A furniture factory in NC orders a boxcar load of wood from a lumber mill in Washington state. The lumber mill calls the BN and the WP (this is prior to all the megamergers) and requests a shipping quote. That quote is going to contain all the costs, including demurrage (currently 30-100 dollars per day) at both ends. The quote will also indicate the car grade required. If your shipping wood you want a clean leak proof car that didn't have manure as its last load. (paper products always required the cleanest cars.)  The WP wins the contract. The route is going to be WP-UP-DRGW-SOU-N&W (this is an example only, that route may not exist). The BN would have gone BN-NYC-CHESSIE-N&W. These routes are official approved station to station routes. Every load going from Station code A to Station code Z on the WP follows this same route.

Now the WP searches for a suitable boxcar in its closest yard. The noon turn is bringing back an empty SOU boxcar that's a fit. There is also a WP boxcar in the yard that can be used. Which one to use? Depends, it's possible that the SOU and WP have a deal, "You send me my car back with a load in it and I'll refund the car hire". So we pick the SOU car and spot it at the lumber mill. They have 24 hours to load it or demurrage kicks in.
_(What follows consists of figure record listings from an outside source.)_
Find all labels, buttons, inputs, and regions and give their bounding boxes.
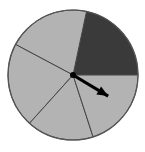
spinner-chart [0, 0, 145, 152]
spinner-pivot [70, 72, 76, 78]
spinner-figure [0, 0, 145, 152]
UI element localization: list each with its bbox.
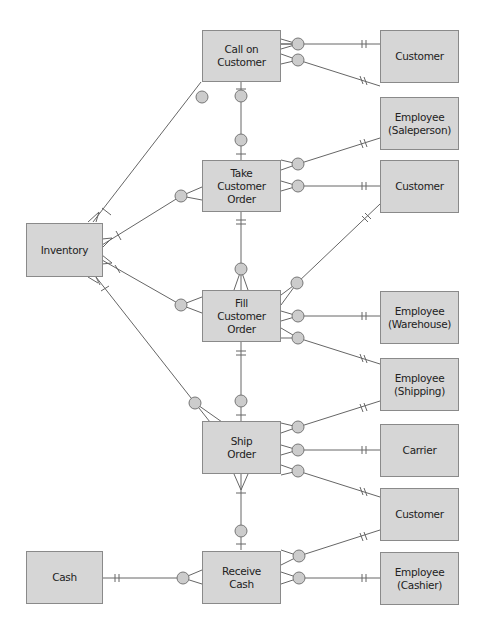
- event-take-customer-order: Take Customer Order: [202, 160, 281, 212]
- agent-employee-saleperson: Employee (Saleperson): [380, 97, 459, 150]
- agent-customer: Customer: [380, 160, 459, 213]
- agent-employee-shipping: Employee (Shipping): [380, 358, 459, 411]
- agent-customer: Customer: [380, 488, 459, 541]
- resource-inventory: Inventory: [26, 223, 103, 277]
- agent-employee-warehouse: Employee (Warehouse): [380, 291, 459, 344]
- agent-carrier: Carrier: [380, 424, 459, 477]
- event-fill-customer-order: Fill Customer Order: [202, 290, 281, 342]
- event-call-on-customer: Call on Customer: [202, 30, 281, 82]
- event-receive-cash: Receive Cash: [202, 551, 281, 604]
- agent-customer: Customer: [380, 30, 459, 83]
- event-ship-order: Ship Order: [202, 421, 281, 474]
- resource-cash: Cash: [26, 551, 103, 604]
- agent-employee-cashier: Employee (Cashier): [380, 552, 459, 605]
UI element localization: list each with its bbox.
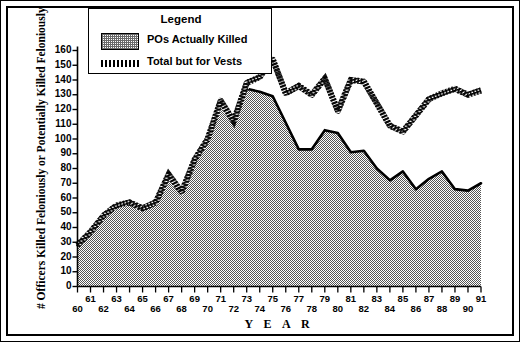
x-tick-label: 70 [198,303,218,314]
y-tick-label: 40 [28,221,72,232]
y-tick-label: 90 [28,147,72,158]
x-tick-label: 64 [120,303,140,314]
y-tick-label: 10 [28,265,72,276]
x-tick-label: 91 [471,293,491,304]
y-tick-label: 110 [28,118,72,129]
x-tick-label: 74 [250,303,270,314]
x-tick-label: 84 [380,303,400,314]
chart-figure: # Officers Killed Feloniously or Potenti… [0,0,520,342]
legend-item-pos-actually-killed: POs Actually Killed [89,32,273,52]
y-tick-label: 100 [28,133,72,144]
y-tick-label: 50 [28,206,72,217]
y-tick-label: 80 [28,162,72,173]
x-tick-label: 68 [172,303,192,314]
y-tick-label: 160 [28,44,72,55]
x-tick-label: 90 [458,303,478,314]
y-tick-label: 70 [28,177,72,188]
x-tick-label: 86 [406,303,426,314]
y-tick-label: 140 [28,74,72,85]
y-tick-label: 60 [28,192,72,203]
y-tick-label: 20 [28,251,72,262]
legend-swatch-hatched-icon [101,60,139,67]
x-tick-label: 82 [354,303,374,314]
legend-item-total-but-for-vests: Total but for Vests [89,54,273,74]
y-tick-label: 150 [28,59,72,70]
x-tick-label: 88 [432,303,452,314]
x-tick-label: 66 [146,303,166,314]
legend: Legend POs Actually Killed Total but for… [88,8,272,74]
legend-title: Legend [89,13,273,25]
x-tick-label: 62 [94,303,114,314]
legend-label: POs Actually Killed [147,33,247,45]
legend-swatch-stipple-icon [101,33,139,50]
x-tick-label: 60 [68,303,88,314]
x-tick-label: 78 [302,303,322,314]
y-tick-label: 130 [28,88,72,99]
x-tick-label: 76 [276,303,296,314]
x-tick-label: 80 [328,303,348,314]
y-tick-label: 120 [28,103,72,114]
x-tick-label: 72 [224,303,244,314]
legend-label: Total but for Vests [147,55,242,67]
y-tick-label: 0 [28,280,72,291]
area-fill-pos-actually-killed [78,89,482,287]
y-tick-label: 30 [28,236,72,247]
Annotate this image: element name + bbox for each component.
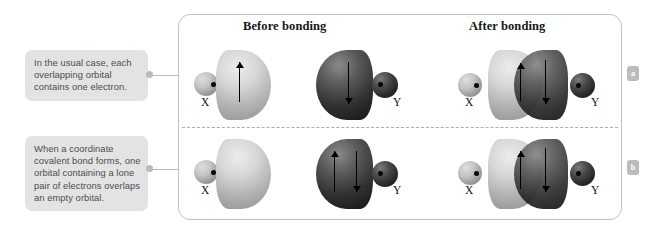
atom-y-nucleus-dot (576, 83, 581, 88)
atom-y-label: Y (393, 184, 401, 196)
electron-arrow-up (516, 151, 525, 189)
atom-y-sphere (570, 161, 595, 186)
atom-y-label: Y (393, 96, 401, 108)
header-after-bonding: After bonding (469, 19, 545, 34)
row-tab-b: b (627, 160, 639, 175)
row-tab-a: a (627, 66, 639, 81)
atom-x-label: X (201, 96, 209, 108)
electron-arrow-down (541, 60, 550, 104)
callout-a-line-2: overlapping orbital (34, 69, 139, 81)
electron-arrow-down (352, 151, 361, 192)
callout-b-connector-line (152, 169, 179, 170)
atom-x-label: X (465, 96, 473, 108)
row-divider (182, 127, 618, 128)
atom-x-label: X (201, 184, 209, 196)
atom-x-nucleus-dot (211, 170, 216, 175)
orbital-y-lobe-lone-pair (316, 139, 373, 209)
atom-y-nucleus-dot (378, 82, 383, 87)
electron-arrow-up (516, 63, 525, 101)
electron-arrow-up (235, 62, 244, 102)
header-before-bonding: Before bonding (243, 19, 326, 34)
atom-x-nucleus-dot (474, 83, 479, 88)
callout-a-line-3: contains one electron. (34, 81, 139, 93)
electron-arrow-down (541, 148, 550, 192)
callout-b-line-3: orbital containing a lone (34, 167, 139, 179)
callout-b: When a coordinate covalent bond forms, o… (25, 136, 148, 211)
atom-x-nucleus-dot (211, 82, 216, 87)
callout-b-line-1: When a coordinate (34, 143, 139, 155)
atom-x-label: X (465, 184, 473, 196)
callout-b-line-4: pair of electrons overlaps (34, 180, 139, 192)
atom-y-sphere (570, 73, 595, 98)
atom-y-nucleus-dot (378, 171, 383, 176)
atom-y-label: Y (591, 184, 599, 196)
callout-b-line-5: an empty orbital. (34, 192, 139, 204)
callout-a-line-1: In the usual case, each (34, 57, 139, 69)
callout-a-connector-line (152, 75, 179, 76)
atom-y-nucleus-dot (576, 171, 581, 176)
atom-x-nucleus-dot (474, 171, 479, 176)
callout-a: In the usual case, each overlapping orbi… (25, 50, 148, 101)
electron-arrow-up (330, 151, 339, 192)
electron-arrow-down (344, 62, 353, 104)
callout-b-line-2: covalent bond forms, one (34, 155, 139, 167)
atom-y-sphere (372, 72, 398, 98)
figure-canvas: Before bonding After bonding In the usua… (0, 0, 651, 234)
atom-y-label: Y (591, 96, 599, 108)
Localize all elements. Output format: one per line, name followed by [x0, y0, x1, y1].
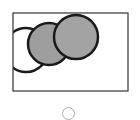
radio-button[interactable] — [62, 107, 75, 120]
gray-circle-right — [54, 15, 98, 59]
figure-canvas — [0, 0, 140, 120]
venn-figure — [0, 0, 140, 120]
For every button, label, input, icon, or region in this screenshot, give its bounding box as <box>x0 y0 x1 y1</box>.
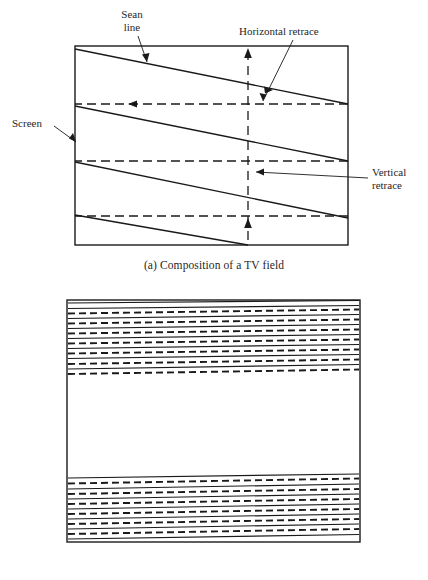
interlacing-diagram <box>0 290 428 580</box>
label-scan-line: Sean line <box>104 8 160 34</box>
label-vertical-retrace: Vertical retrace <box>372 166 428 192</box>
figure-a-tv-field: Sean line Horizontal retrace Screen Vert… <box>0 0 428 290</box>
figure-a-caption: (a) Composition of a TV field <box>0 259 428 271</box>
label-screen: Screen <box>12 117 42 130</box>
label-horizontal-retrace: Horizontal retrace <box>239 25 319 38</box>
figure-b-interlacing: 1 264 2 265 3 266 4 263 1 264 2 265 3 26… <box>0 290 428 580</box>
tv-field-diagram <box>0 0 428 290</box>
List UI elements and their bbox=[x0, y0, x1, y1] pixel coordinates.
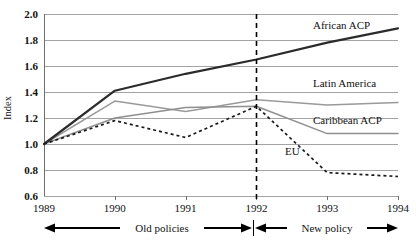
x-tick-label: 1993 bbox=[316, 202, 339, 214]
y-tick-label: 1.6 bbox=[24, 60, 38, 72]
y-tick-label: 1.8 bbox=[24, 34, 38, 46]
new-policy-annotation: New policy bbox=[254, 220, 399, 236]
x-tick-label: 1991 bbox=[175, 202, 197, 214]
new-policy-arrow-head-right bbox=[387, 224, 398, 233]
old-policies-arrow-head-right bbox=[241, 224, 252, 233]
old-policies-annotation: Old policies bbox=[44, 220, 252, 236]
line-chart-canvas: 0.60.81.01.21.41.61.82.0 198919901991199… bbox=[0, 0, 416, 247]
x-tick-label: 1992 bbox=[245, 202, 267, 214]
series-lines-group bbox=[44, 28, 398, 176]
x-tick-label: 1994 bbox=[387, 202, 410, 214]
y-tick-labels-group: 0.60.81.01.21.41.61.82.0 bbox=[24, 8, 38, 202]
series-label-african-acp: African ACP bbox=[313, 19, 370, 31]
y-tick-label: 1.2 bbox=[24, 112, 38, 124]
x-tick-label: 1990 bbox=[104, 202, 127, 214]
new-policy-label: New policy bbox=[301, 222, 353, 234]
series-label-latin-america: Latin America bbox=[313, 77, 376, 89]
y-tick-label: 1.0 bbox=[24, 138, 38, 150]
series-label-eu: EU bbox=[285, 145, 300, 157]
y-tick-label: 1.4 bbox=[24, 86, 38, 98]
old-policies-arrow-head-left bbox=[44, 224, 55, 233]
y-tick-label: 0.8 bbox=[24, 164, 38, 176]
old-policies-label: Old policies bbox=[135, 222, 188, 234]
series-label-caribbean-acp: Caribbean ACP bbox=[313, 114, 382, 126]
chart-figure: 0.60.81.01.21.41.61.82.0 198919901991199… bbox=[0, 0, 416, 247]
x-tick-label: 1989 bbox=[33, 202, 56, 214]
y-tick-label: 0.6 bbox=[24, 190, 38, 202]
y-axis-title: Index bbox=[2, 95, 13, 120]
new-policy-arrow-head-left bbox=[255, 224, 266, 233]
x-tick-labels-group: 198919901991199219931994 bbox=[33, 202, 410, 214]
y-tick-label: 2.0 bbox=[24, 8, 38, 20]
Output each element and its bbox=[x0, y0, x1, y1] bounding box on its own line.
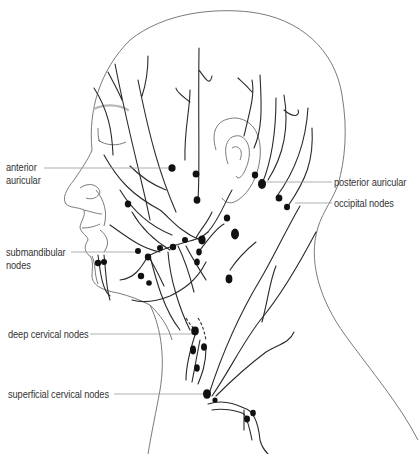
label-anterior-auricular-line1: anterior bbox=[6, 161, 41, 174]
lymph-node-diagram: anterior auricular posterior auricular o… bbox=[0, 0, 420, 454]
node-deep-cervical-4 bbox=[194, 364, 200, 372]
label-submandibular-line1: submandibular bbox=[6, 246, 65, 259]
lips bbox=[82, 210, 102, 228]
node-occipital-1 bbox=[276, 194, 283, 201]
label-submandibular-nodes: submandibular nodes bbox=[6, 246, 65, 272]
node-supraclavicular-1 bbox=[212, 397, 217, 402]
node-facial-1 bbox=[182, 237, 188, 243]
node-jugular-upper-1 bbox=[196, 249, 202, 256]
node-submandibular-1 bbox=[157, 245, 163, 251]
label-superficial-cervical-nodes: superficial cervical nodes bbox=[8, 388, 109, 401]
node-supraclavicular-2 bbox=[250, 410, 256, 416]
label-deep-cervical-nodes: deep cervical nodes bbox=[8, 328, 89, 341]
node-superficial-cervical bbox=[203, 389, 211, 399]
node-submental-1 bbox=[95, 260, 101, 266]
lymph-nodes bbox=[95, 164, 290, 422]
node-preauricular-lower bbox=[194, 196, 201, 204]
node-deep-cervical-2 bbox=[190, 346, 196, 355]
node-posterior-auricular-1 bbox=[252, 172, 258, 179]
node-facial-2 bbox=[170, 244, 176, 250]
label-anterior-auricular: anterior auricular bbox=[6, 161, 41, 187]
node-submandibular-low bbox=[138, 273, 144, 279]
node-buccal bbox=[125, 201, 131, 208]
node-submandibular-low-2 bbox=[146, 280, 152, 286]
ear-inner bbox=[226, 136, 250, 178]
cheek-fold bbox=[96, 190, 107, 252]
label-posterior-auricular: posterior auricular bbox=[334, 176, 406, 189]
node-parotid-large bbox=[231, 229, 239, 240]
node-parotid bbox=[198, 236, 205, 245]
node-deep-cervical-3 bbox=[201, 343, 207, 351]
label-anterior-auricular-line2: auricular bbox=[6, 174, 41, 187]
ear-canal bbox=[232, 147, 241, 160]
face-profile bbox=[64, 150, 172, 340]
node-submandibular-3 bbox=[135, 248, 141, 254]
ear-outer bbox=[214, 118, 260, 203]
node-submandibular-2 bbox=[145, 254, 151, 261]
node-cervical-mid bbox=[226, 275, 233, 284]
scalp-vessels bbox=[94, 48, 312, 220]
node-anterior-auricular bbox=[168, 164, 175, 172]
label-submandibular-line2: nodes bbox=[6, 259, 65, 272]
node-posterior-auricular-2 bbox=[258, 179, 266, 189]
eyebrow bbox=[94, 105, 128, 110]
face-vessels bbox=[98, 155, 232, 330]
node-supraclavicular-3 bbox=[244, 416, 250, 423]
node-submental-2 bbox=[101, 259, 107, 265]
label-occipital-nodes: occipital nodes bbox=[334, 197, 394, 210]
neck-front-outline bbox=[148, 305, 162, 454]
head-neck-illustration bbox=[0, 0, 420, 454]
node-preauricular-upper bbox=[193, 170, 200, 177]
node-deep-cervical-1 bbox=[191, 327, 199, 336]
head-outline bbox=[91, 11, 418, 440]
node-mastoid bbox=[224, 214, 230, 221]
node-jugular-upper-2 bbox=[194, 258, 200, 265]
node-occipital-2 bbox=[284, 204, 290, 210]
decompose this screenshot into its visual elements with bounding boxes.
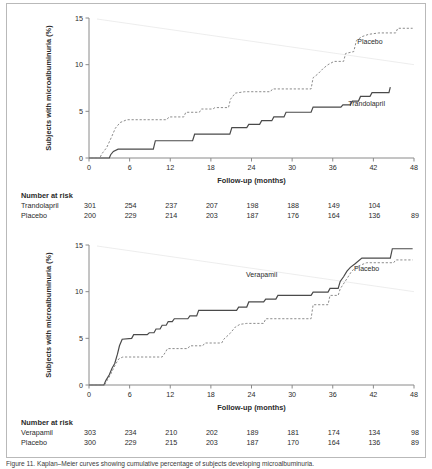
curve-trandolapril [89,87,390,158]
curve-label: Placebo [354,265,379,272]
risk-value: 303 [84,428,96,437]
figure-frame: 0510150612182430364248Follow-up (months)… [6,3,426,458]
risk-value: 254 [125,201,137,210]
risk-value: 176 [287,211,299,220]
risk-value: 207 [206,201,218,210]
x-tick-label: 48 [410,163,418,172]
x-tick-label: 6 [128,163,132,172]
chart-svg-bottom: 0510150612182430364248Follow-up (months)… [7,231,427,458]
risk-row-label: Placebo [21,438,47,447]
y-tick-label: 15 [75,241,83,250]
risk-value: 237 [165,201,177,210]
chart-panel-top: 0510150612182430364248Follow-up (months)… [7,4,427,231]
risk-row-label: Verapamil [21,428,53,437]
risk-value: 210 [165,428,177,437]
x-tick-label: 6 [128,390,132,399]
risk-value: 104 [368,201,380,210]
risk-value: 214 [165,211,177,220]
kaplan-meier-plot-top: 0510150612182430364248Follow-up (months)… [7,4,427,231]
y-axis-title: Subjects with microalbuminuria (%) [44,252,53,378]
risk-value: 187 [247,211,259,220]
risk-table-header: Number at risk [21,418,74,427]
x-tick-label: 36 [329,390,337,399]
chart-panel-bottom: 0510150612182430364248Follow-up (months)… [7,231,427,458]
x-tick-label: 12 [166,390,174,399]
risk-value: 187 [247,438,259,447]
curve-label: Trandolapril [348,100,385,108]
y-tick-label: 10 [75,60,83,69]
risk-value: 200 [84,211,96,220]
risk-value: 215 [165,438,177,447]
curve-label: Placebo [357,38,382,45]
risk-value: 136 [368,438,380,447]
x-tick-label: 18 [207,163,215,172]
y-tick-label: 0 [79,154,83,163]
y-tick-label: 5 [79,107,83,116]
risk-value: 189 [247,428,259,437]
risk-value: 170 [287,438,299,447]
risk-value: 229 [125,438,137,447]
risk-value: 188 [287,201,299,210]
curve-label: Verapamil [246,271,278,279]
y-tick-label: 15 [75,14,83,23]
figure-container: 0510150612182430364248Follow-up (months)… [0,0,432,469]
curve-placebo [89,28,413,158]
y-tick-label: 5 [79,334,83,343]
x-tick-label: 0 [87,390,91,399]
risk-value: 134 [368,428,380,437]
figure-caption: Figure 11. Kaplan–Meier curves showing c… [6,459,430,468]
risk-value: 229 [125,211,137,220]
x-tick-label: 12 [166,163,174,172]
y-tick-label: 0 [79,381,83,390]
risk-value: 136 [368,211,380,220]
x-axis-title: Follow-up (months) [217,403,286,412]
risk-value: 203 [206,211,218,220]
risk-row-label: Trandolapril [21,201,59,210]
risk-value: 98 [411,428,419,437]
risk-value: 301 [84,201,96,210]
risk-value: 149 [328,201,340,210]
risk-value: 203 [206,438,218,447]
risk-value: 300 [84,438,96,447]
risk-value: 234 [125,428,137,437]
chart-svg-top: 0510150612182430364248Follow-up (months)… [7,4,427,231]
x-tick-label: 24 [248,163,256,172]
x-tick-label: 24 [248,390,256,399]
x-tick-label: 30 [288,390,296,399]
risk-value: 89 [411,211,419,220]
x-tick-label: 18 [207,390,215,399]
risk-value: 198 [247,201,259,210]
x-tick-label: 42 [369,163,377,172]
x-axis-title: Follow-up (months) [217,176,286,185]
y-axis-title: Subjects with microalbuminuria (%) [44,25,53,151]
x-tick-label: 42 [369,390,377,399]
risk-value: 164 [328,438,340,447]
risk-value: 181 [287,428,299,437]
risk-value: 174 [328,428,340,437]
x-tick-label: 0 [87,163,91,172]
x-tick-label: 48 [410,390,418,399]
y-tick-label: 10 [75,287,83,296]
risk-table-header: Number at risk [21,191,74,200]
risk-value: 202 [206,428,218,437]
x-tick-label: 30 [288,163,296,172]
risk-value: 164 [328,211,340,220]
risk-value: 89 [411,438,419,447]
curve-placebo [89,260,413,385]
x-tick-label: 36 [329,163,337,172]
risk-row-label: Placebo [21,211,47,220]
kaplan-meier-plot-bottom: 0510150612182430364248Follow-up (months)… [7,231,427,458]
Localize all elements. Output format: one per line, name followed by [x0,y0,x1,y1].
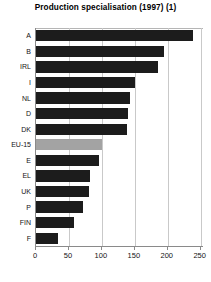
category-label-d: D [26,110,31,117]
x-tick-label: 200 [160,252,173,260]
bar-row [36,170,203,181]
bar-i [36,77,135,88]
bar-row [36,124,203,135]
bar-a [36,30,193,41]
x-tick [167,247,168,250]
bar-row [36,46,203,57]
x-tick-label: 100 [95,252,108,260]
bar-row [36,30,203,41]
bar-row [36,139,203,150]
category-label-b: B [26,48,31,55]
category-label-i: I [29,79,31,86]
x-tick-label: 250 [193,252,206,260]
category-label-uk: UK [21,188,31,195]
bar-row [36,233,203,244]
category-label-nl: NL [22,95,31,102]
bar-row [36,155,203,166]
bar-row [36,201,203,212]
category-label-f: F [27,235,31,242]
x-axis-tick-labels: 050100150200250 [35,252,203,266]
bar-d [36,108,128,119]
x-tick-label: 0 [33,252,37,260]
x-tick [134,247,135,250]
category-label-irl: IRL [20,63,31,70]
bar-p [36,201,83,212]
bar-e [36,155,99,166]
bar-row [36,108,203,119]
chart-container: Production specialisation (1997) (1) ABI… [0,0,211,282]
plot-area [35,28,203,246]
bar-row [36,61,203,72]
x-tick [200,247,201,250]
bar-series [36,28,203,246]
bar-el [36,170,90,181]
x-tick-label: 150 [128,252,141,260]
category-label-a: A [26,32,31,39]
x-tick-label: 50 [64,252,72,260]
category-label-fin: FIN [20,219,31,226]
category-label-el: EL [22,172,31,179]
bar-b [36,46,164,57]
x-tick [35,247,36,250]
category-label-dk: DK [21,126,31,133]
category-label-p: P [26,204,31,211]
bar-row [36,77,203,88]
x-tick [68,247,69,250]
category-label-e: E [26,157,31,164]
bar-row [36,186,203,197]
bar-row [36,92,203,103]
bar-row [36,217,203,228]
chart-title: Production specialisation (1997) (1) [0,3,211,12]
x-tick [101,247,102,250]
bar-fin [36,217,74,228]
bar-nl [36,92,130,103]
y-axis-category-labels: ABIRLINLDDKEU-15EELUKPFINF [0,28,33,246]
bar-f [36,233,58,244]
bar-uk [36,186,89,197]
bar-dk [36,124,127,135]
bar-eu-15 [36,139,102,150]
category-label-eu-15: EU-15 [11,141,31,148]
bar-irl [36,61,158,72]
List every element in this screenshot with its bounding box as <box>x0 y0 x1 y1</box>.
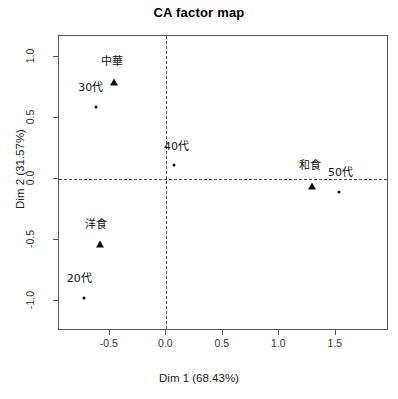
y-axis-tick-label: -1.0 <box>24 290 36 308</box>
point-label: 50代 <box>328 163 353 179</box>
category-marker <box>308 182 316 189</box>
age-group-marker <box>82 297 85 300</box>
x-axis-tick-label: -0.5 <box>100 337 118 349</box>
point-label: 20代 <box>67 269 92 285</box>
category-marker <box>110 79 118 86</box>
x-axis-tick-label: 0.5 <box>215 337 230 349</box>
y-axis-tick <box>53 56 58 57</box>
x-axis-title: Dim 1 (68.43%) <box>0 372 398 384</box>
point-label: 中華 <box>101 52 123 68</box>
chart-title: CA factor map <box>0 5 398 20</box>
x-axis-tick <box>165 330 166 335</box>
age-group-marker <box>95 105 98 108</box>
age-group-marker <box>338 191 341 194</box>
point-label: 和食 <box>299 156 321 172</box>
x-axis-tick-label: 0.0 <box>158 337 173 349</box>
y-axis-tick <box>53 300 58 301</box>
ca-factor-map-plot: CA factor map 中華和食洋食30代40代50代20代 -0.50.0… <box>0 0 398 399</box>
vertical-zero-axis-line <box>166 36 167 329</box>
y-axis-title: Dim 2 (31.57%) <box>14 89 26 249</box>
plot-area: 中華和食洋食30代40代50代20代 <box>58 35 388 330</box>
x-axis-tick-label: 1.5 <box>328 337 343 349</box>
x-axis-tick <box>109 330 110 335</box>
point-label: 30代 <box>78 78 103 94</box>
y-axis-tick <box>53 239 58 240</box>
point-label: 40代 <box>164 137 189 153</box>
age-group-marker <box>173 164 176 167</box>
x-axis-tick <box>222 330 223 335</box>
x-axis-tick-label: 1.0 <box>271 337 286 349</box>
x-axis-tick <box>278 330 279 335</box>
category-marker <box>96 241 104 248</box>
y-axis-tick <box>53 117 58 118</box>
y-axis-tick-label: 1.0 <box>24 48 36 63</box>
y-axis-tick <box>53 178 58 179</box>
x-axis-tick <box>335 330 336 335</box>
point-label: 洋食 <box>85 215 107 231</box>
They calls us, we pick the car up and sent it on its way. We car racking up car hire at the rate of x cents per mile and y cents per hour. Car hire goes from midnight to midnight so we want that SOU car off our rails before midnight. We drop it of at the WP-UP interchange track and hand the waybill to the UP. Now the UP is racking up car hire charges payable to the SOU.

Car then gets handled off to the DRGW who delivers it to the SOU who gives it to the N&W who spots it at the factory. The shipping contract gives them 48 hours to unload before our buddy demurrage kicks in. The N&W is racking up car hire during this process.

Our car is emptied, picked up by the N&W and dropped off at the SOU interchange track. Car hire ends at this point.

Who gets money ? Everyone, WP gets a chunk because they got the deal, UP, DRGW, SOU and N&W all get a predetermined piece of the pie. Who pays, Everybody owes SOU the ICC determined car hire, but the WP will get theirs back since they sent a load back in the car.

This is a simplistic example of how it worked in the good old days. In the 1990's the Class 1's and big car leasing companies petitioned the ICC to let the railroads determine the car hire rates among themselves. Since anti-trust among the class 1's was big deal back then (we had to have legal counsel present at a lot of out design meets to make sure we didn't cross over the allowed line.)  

Here's a good explanation of current day practices.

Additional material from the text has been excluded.